Earlier this year a group of teachers I work with explored the ‘Eight Cultural Forces’ identified by Ron Ritchhart of Harvard’s Project Zero. In doing so we decided to focus on our use of the term learning instead of the word work. Our goal was to bring our language choices into the spotlight and explore how a more deliberate focus on learning might alter the culture of our classrooms. Two terms later this focus persists and it is worth reflecting on the effect that this has had.
Within ‘Cultures of Thinking’ the things we name and value play an important role in shaping the culture in which our students engage. Language is one of the eight cultural forces and it is one which teachers can have very direct control over. The choices we make around language frame what is valued and both consciously and subconsciously influence the dispositions of our learners. The Language of learning powerfully permeates each of the other cultural forces, giving them power and acting as one of the tools we have to shape them. Language also plays an important role in communicating the expectations we have for our students and this is very clear when the goal is to focus students on the learning vs the work as was ours.
We began by becoming aware of the frequency with which we used the word ‘work’ and shared words that could replace this. We moved from telling the students to ‘start working’ to ‘start learning’, we made conscious choices about the way we framed tasks and identified the ‘learning’ that was expected rather than focusing on the finished product. We embraced the ideal that our goal was learning and that this would mean mistakes, errors and failures. We saw these not as something to be avoided but as steps towards learning. We asked our students questions like 'what are you learning now?’ instead of ‘what are you doing?’ and in these ways we shifted the way that we understood what was occurring in our rooms. For both teachers and students a subtle shift was occurring.
We now started to notice how pervasive the term ‘work’ was. We saw it in assessments, reports, letters home, in praise of students and in reprimands. We saw it in the way we described what we did as teachers and recognised that how we talked about what we do shaped our attitudes. We started to replace ‘work’ with ‘learning’ in our conversations around the challenges we faced as teachers and in doing so subtly shifted how we valued what we do in these circumstances.
As our language shifted so too did our practice. We have long been a team of teachers who feel safe with not knowing the answer to every question our students ask. We are happy to search for the answers with them rather than handing them out like candy, but our embrace of ‘learning’ allowed us to take this further. By referring to every member of the community as a learner we ascribed them with permission to be a learner. We as teachers transformed into learning partners with our students and this allowed us all to happily embrace a collaborative learning journey. Our interactions with students focused on our learning. We became models of learning habits and attitudes. We shared opportunities to learn as we took on projects that required us all to learn. We openly accepted the chaos that comes with exploring the unknown in ways only possible when the pressure that comes from the role of the all knowing seer is removed and replaced with a valuing of our skills as learners. Our students saw this and understood that what their teachers had some heightened skill in was learning, not knowing. Importantly our students also came to see that learning is a powerful tool and a tool they can master.
What was initially considered a subtle change has had a significant impact. It is an ongoing journey and it requires ongoing attention to detail. Slip ups are easy and old patterns of language easily return. Our experience with this change has revealed how a deliberate effort to shift our expectations for students and to shape the cultural forces which give voice to the culture of our classrooms can bring valuable results.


→ **Directions for this task**: The answer must consist of the records, repeated exactly.

→ **Records for this task**:

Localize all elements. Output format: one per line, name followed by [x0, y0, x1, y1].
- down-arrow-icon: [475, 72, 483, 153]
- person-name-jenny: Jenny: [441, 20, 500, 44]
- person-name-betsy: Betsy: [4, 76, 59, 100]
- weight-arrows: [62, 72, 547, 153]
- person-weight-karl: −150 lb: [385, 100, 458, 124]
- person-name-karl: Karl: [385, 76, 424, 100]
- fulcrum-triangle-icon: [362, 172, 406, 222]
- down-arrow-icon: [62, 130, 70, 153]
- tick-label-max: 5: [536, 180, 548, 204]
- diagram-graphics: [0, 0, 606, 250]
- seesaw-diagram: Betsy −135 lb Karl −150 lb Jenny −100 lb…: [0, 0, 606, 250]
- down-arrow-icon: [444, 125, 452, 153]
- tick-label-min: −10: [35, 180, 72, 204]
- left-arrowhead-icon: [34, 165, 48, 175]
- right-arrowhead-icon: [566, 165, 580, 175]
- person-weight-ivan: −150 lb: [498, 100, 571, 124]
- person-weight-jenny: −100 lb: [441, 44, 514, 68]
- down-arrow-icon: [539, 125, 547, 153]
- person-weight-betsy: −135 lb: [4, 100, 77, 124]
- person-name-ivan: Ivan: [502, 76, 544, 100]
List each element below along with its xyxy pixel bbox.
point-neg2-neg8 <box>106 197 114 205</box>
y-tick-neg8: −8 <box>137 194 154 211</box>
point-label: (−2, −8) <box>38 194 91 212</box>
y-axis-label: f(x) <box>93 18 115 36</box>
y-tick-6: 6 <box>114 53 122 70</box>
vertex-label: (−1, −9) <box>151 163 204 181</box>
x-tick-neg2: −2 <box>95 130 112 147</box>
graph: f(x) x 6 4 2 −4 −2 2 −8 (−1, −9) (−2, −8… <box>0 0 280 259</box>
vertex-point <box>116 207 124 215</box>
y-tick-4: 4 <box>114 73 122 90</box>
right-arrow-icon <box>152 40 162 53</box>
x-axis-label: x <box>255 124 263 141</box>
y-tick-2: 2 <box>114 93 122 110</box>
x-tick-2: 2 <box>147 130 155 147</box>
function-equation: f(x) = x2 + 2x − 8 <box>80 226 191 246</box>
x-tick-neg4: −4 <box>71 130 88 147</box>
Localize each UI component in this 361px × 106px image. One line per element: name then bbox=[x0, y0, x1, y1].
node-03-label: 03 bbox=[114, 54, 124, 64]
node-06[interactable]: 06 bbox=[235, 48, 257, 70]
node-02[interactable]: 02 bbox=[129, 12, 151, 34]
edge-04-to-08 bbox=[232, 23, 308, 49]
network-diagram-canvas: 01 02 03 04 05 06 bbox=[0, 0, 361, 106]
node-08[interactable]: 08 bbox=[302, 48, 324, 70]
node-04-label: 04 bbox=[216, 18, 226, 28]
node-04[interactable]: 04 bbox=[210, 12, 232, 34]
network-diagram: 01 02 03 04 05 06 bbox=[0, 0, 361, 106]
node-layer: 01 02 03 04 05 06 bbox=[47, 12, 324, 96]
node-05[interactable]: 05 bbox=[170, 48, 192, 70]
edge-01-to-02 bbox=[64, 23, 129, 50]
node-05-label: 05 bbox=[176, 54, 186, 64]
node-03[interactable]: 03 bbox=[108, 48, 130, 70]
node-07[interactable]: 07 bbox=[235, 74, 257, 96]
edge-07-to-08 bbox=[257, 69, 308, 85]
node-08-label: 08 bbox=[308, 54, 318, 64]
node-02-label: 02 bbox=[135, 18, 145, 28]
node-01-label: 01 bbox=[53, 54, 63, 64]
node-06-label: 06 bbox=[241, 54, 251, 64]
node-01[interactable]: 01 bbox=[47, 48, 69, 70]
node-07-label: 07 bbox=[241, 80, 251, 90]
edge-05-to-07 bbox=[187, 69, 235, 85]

→ **Output of the exercise**:
Localize all elements. Output format: one per line, name followed by [x0, y0, x1, y1].
- down-arrow-icon: [475, 72, 483, 153]
- person-name-jenny: Jenny: [441, 20, 500, 44]
- person-name-betsy: Betsy: [4, 76, 59, 100]
- weight-arrows: [62, 72, 547, 153]
- person-weight-karl: −150 lb: [385, 100, 458, 124]
- person-name-karl: Karl: [385, 76, 424, 100]
- fulcrum-triangle-icon: [362, 172, 406, 222]
- down-arrow-icon: [62, 130, 70, 153]
- tick-label-max: 5: [536, 180, 548, 204]
- diagram-graphics: [0, 0, 606, 250]
- seesaw-diagram: Betsy −135 lb Karl −150 lb Jenny −100 lb…: [0, 0, 606, 250]
- down-arrow-icon: [444, 125, 452, 153]
- tick-label-min: −10: [35, 180, 72, 204]
- left-arrowhead-icon: [34, 165, 48, 175]
- right-arrowhead-icon: [566, 165, 580, 175]
- person-weight-ivan: −150 lb: [498, 100, 571, 124]
- person-weight-jenny: −100 lb: [441, 44, 514, 68]
- down-arrow-icon: [539, 125, 547, 153]
- person-weight-betsy: −135 lb: [4, 100, 77, 124]
- person-name-ivan: Ivan: [502, 76, 544, 100]
List each element below along with its xyxy pixel bbox.
point-neg2-neg8 <box>106 197 114 205</box>
y-tick-neg8: −8 <box>137 194 154 211</box>
point-label: (−2, −8) <box>38 194 91 212</box>
y-axis-label: f(x) <box>93 18 115 36</box>
y-tick-6: 6 <box>114 53 122 70</box>
vertex-label: (−1, −9) <box>151 163 204 181</box>
x-tick-neg2: −2 <box>95 130 112 147</box>
graph: f(x) x 6 4 2 −4 −2 2 −8 (−1, −9) (−2, −8… <box>0 0 280 259</box>
vertex-point <box>116 207 124 215</box>
y-tick-4: 4 <box>114 73 122 90</box>
right-arrow-icon <box>152 40 162 53</box>
x-axis-label: x <box>255 124 263 141</box>
y-tick-2: 2 <box>114 93 122 110</box>
x-tick-2: 2 <box>147 130 155 147</box>
function-equation: f(x) = x2 + 2x − 8 <box>80 226 191 246</box>
x-tick-neg4: −4 <box>71 130 88 147</box>
Localize each UI component in this 361px × 106px image. One line per element: name then bbox=[x0, y0, x1, y1].
node-03-label: 03 bbox=[114, 54, 124, 64]
node-06[interactable]: 06 bbox=[235, 48, 257, 70]
node-02[interactable]: 02 bbox=[129, 12, 151, 34]
edge-04-to-08 bbox=[232, 23, 308, 49]
network-diagram-canvas: 01 02 03 04 05 06 bbox=[0, 0, 361, 106]
node-08[interactable]: 08 bbox=[302, 48, 324, 70]
node-04-label: 04 bbox=[216, 18, 226, 28]
node-04[interactable]: 04 bbox=[210, 12, 232, 34]
network-diagram: 01 02 03 04 05 06 bbox=[0, 0, 361, 106]
node-layer: 01 02 03 04 05 06 bbox=[47, 12, 324, 96]
node-05[interactable]: 05 bbox=[170, 48, 192, 70]
edge-01-to-02 bbox=[64, 23, 129, 50]
node-05-label: 05 bbox=[176, 54, 186, 64]
node-03[interactable]: 03 bbox=[108, 48, 130, 70]
node-07[interactable]: 07 bbox=[235, 74, 257, 96]
edge-07-to-08 bbox=[257, 69, 308, 85]
node-08-label: 08 bbox=[308, 54, 318, 64]
node-02-label: 02 bbox=[135, 18, 145, 28]
node-01-label: 01 bbox=[53, 54, 63, 64]
node-06-label: 06 bbox=[241, 54, 251, 64]
node-01[interactable]: 01 bbox=[47, 48, 69, 70]
node-07-label: 07 bbox=[241, 80, 251, 90]
edge-05-to-07 bbox=[187, 69, 235, 85]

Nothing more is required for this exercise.